The dream was bidding me to do what I was already doing, in the same way that the competitor in a race is bidden by the spectators to run when he is already running. But I was not certain of this...

- Plato, the Phaedo

I was over on Slashdot, and I read their interview of Theo de Raadt, the OpenBSD guy. I was psyched, and decided to recite some quotes here. It's not Perl, of course, and we've mostly heard it before - notably from some of our local sages - but good advice bears repeating, and good attitude is contagious.

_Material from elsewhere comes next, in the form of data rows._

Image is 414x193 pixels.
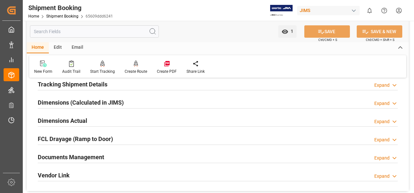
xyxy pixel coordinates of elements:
[374,100,390,107] div: Expand
[357,25,402,38] button: SAVE & NEW
[90,69,115,75] div: Start Tracking
[374,155,390,162] div: Expand
[49,42,67,53] div: Edit
[27,42,49,53] div: Home
[30,25,159,38] input: Search Fields
[288,29,293,34] span: 1
[362,3,377,18] button: show 0 new notifications
[187,69,205,75] div: Share Link
[374,118,390,125] div: Expand
[270,5,293,16] img: Exertis%20JAM%20-%20Email%20Logo.jpg_1722504956.jpg
[304,25,350,38] button: SAVE
[374,137,390,144] div: Expand
[366,37,394,42] span: Ctrl/CMD + Shift + S
[297,4,362,17] button: JIMS
[46,14,78,19] a: Shipment Booking
[38,153,104,162] h2: Documents Management
[297,6,360,15] div: JIMS
[38,80,107,89] h2: Tracking Shipment Details
[157,69,177,75] div: Create PDF
[62,69,80,75] div: Audit Trail
[125,69,147,75] div: Create Route
[38,98,124,107] h2: Dimensions (Calculated in JIMS)
[28,14,39,19] a: Home
[374,173,390,180] div: Expand
[34,69,52,75] div: New Form
[67,42,88,53] div: Email
[278,25,297,38] button: open menu
[38,171,70,180] h2: Vendor Link
[38,117,87,125] h2: Dimensions Actual
[38,135,113,144] h2: FCL Drayage (Ramp to Door)
[374,82,390,89] div: Expand
[377,3,392,18] button: Help Center
[28,3,113,13] div: Shipment Booking
[318,37,337,42] span: Ctrl/CMD + S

Understand the interfaces which you are coding to! Understand the interfaces which you are coding to! Most of the security (or simply bug) issues we audited out of our source tree are just that. The programmer in question was a careless slob, not paying attention to the interface he was using. The repeated nature of the same classes of bugs throughout the source tree, also showed us that most programmers learn to code by (bad) examples. A solid systems's approach should not be based on "but it works". Yet, time and time again, we see that for most people this is the case. They don't care about good software, only about "good enough" software. So the programmers can continue to make such mistakes.


I suppose the biggest tip would be to become a better programmer. In particular, study what functions that programs are calling, and ensure that the calling code is following the rules of those functions 100%. How many of you understand the complete & correct semantics of every function in libc, or even just the libc functions being called by the program you are looking? (I mean, we went through our entire source tree, and about half the strncat() and strncpy() calls were subtly wrong, even if it only meant they copied a character extra and then zero'd it out -- it is still sloppy).

When you know exactly what the APIs are, you'll spot the bugs very easily. In my mind, it is the same as any other job that requires diligence. Be careful.